(Stored items)
┌────────
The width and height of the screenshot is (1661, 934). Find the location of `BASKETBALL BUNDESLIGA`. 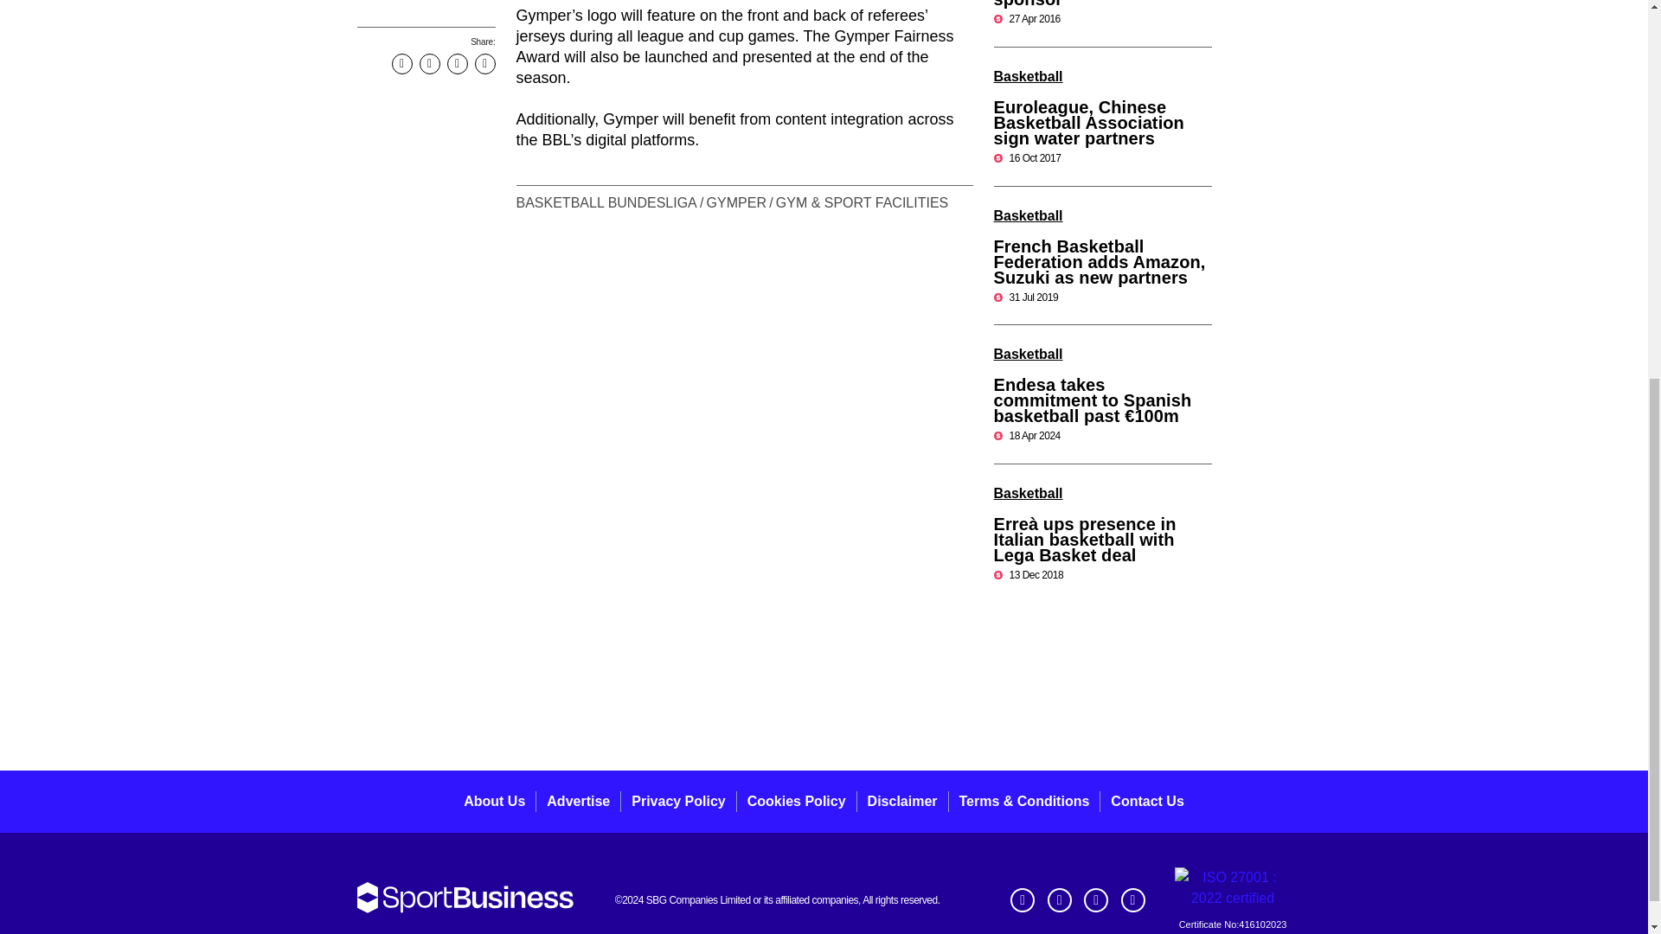

BASKETBALL BUNDESLIGA is located at coordinates (607, 202).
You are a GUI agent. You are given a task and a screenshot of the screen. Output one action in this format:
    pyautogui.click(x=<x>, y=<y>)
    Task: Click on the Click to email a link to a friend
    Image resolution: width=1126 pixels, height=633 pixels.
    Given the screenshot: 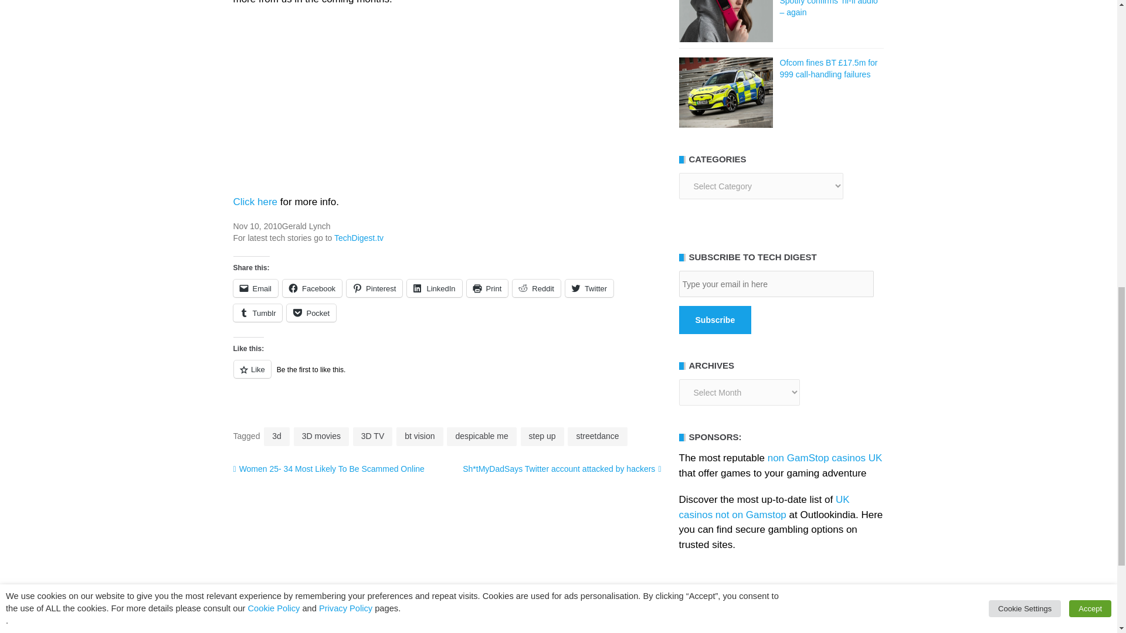 What is the action you would take?
    pyautogui.click(x=256, y=288)
    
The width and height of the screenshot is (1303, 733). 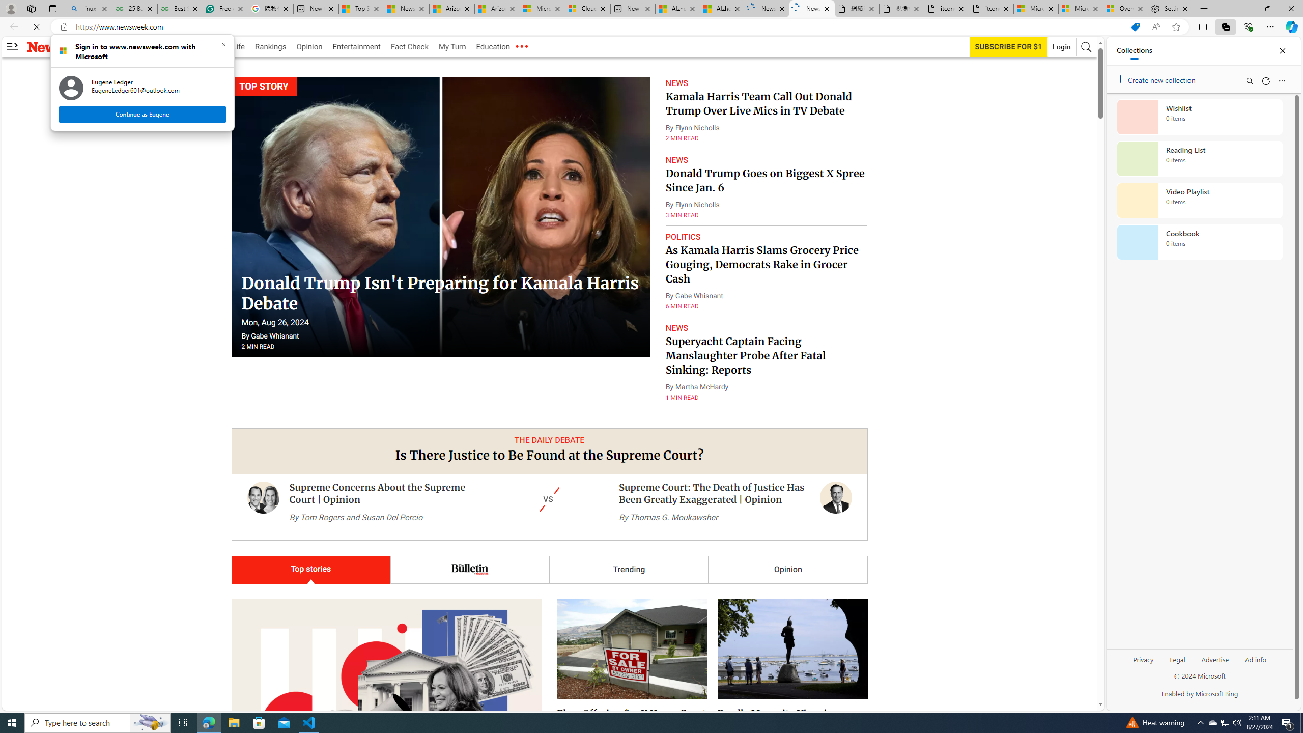 I want to click on AutomationID: search-btn, so click(x=1086, y=47).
└────────
## TASK STATEMENT
Output, line for line and exactly, the records above from their first line through the one with "Task: Click on", both ends included, but no pictures.

## WRITTEN SOLUTION
The width and height of the screenshot is (1661, 934). Find the location of `BASKETBALL BUNDESLIGA`. 

BASKETBALL BUNDESLIGA is located at coordinates (607, 202).
You are a GUI agent. You are given a task and a screenshot of the screen. Output one action in this format:
    pyautogui.click(x=<x>, y=<y>)
    Task: Click on the Click to email a link to a friend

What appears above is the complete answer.